What Gets Preserved in the Conversion?

  • Text formatting: bold, italic, underline, strikethrough, font sizes, and colours.
  • Common fonts: Arial, Times New Roman, Calibri, Georgia, and most system fonts.
  • Tables: all borders, cell colours, merged cells, and table text.
  • Embedded images: photos and illustrations at their original quality.
  • Page layout: margins, columns, headers and footers, page numbers.
  • Hyperlinks: clickable links are preserved in the output PDF.
  • Lists: numbered and bulleted lists retain their indentation and formatting.

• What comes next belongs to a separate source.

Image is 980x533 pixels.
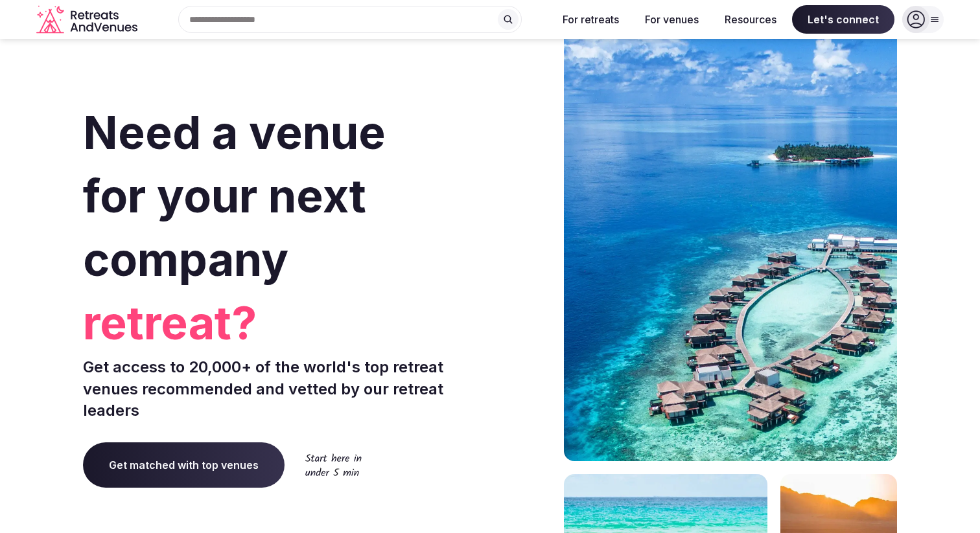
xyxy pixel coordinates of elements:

What Might Not Convert Perfectly?

Rare or custom fonts not installed on the server may be substituted. Very complex layouts using text boxes precisely positioned over images may shift slightly. Word-specific features like comments, tracked changes, and Smart Art graphics are not always preserved.

Tip: Best practice: before converting, accept all tracked changes, flatten any Smart Art to images (right-click → Convert to Picture in Word), and embed any custom fonts in the document.

.DOCX vs .DOC — Which Should You Use?

.DOCX is the modern Word format (introduced with Office 2007) and converts more reliably than the older .DOC format. If you have a .DOC file, open it in Word or LibreOffice and save as .DOCX first — the conversion result will be better.

Step-by-Step Conversion on LunaFile

  1. 1Go to the Word to PDF tool.
  2. 2Upload your .docx or .doc file (up to 50 MB).
  3. 3LibreOffice renders each page of your document to PDF.
  4. 4Download the result. The PDF is ready to share.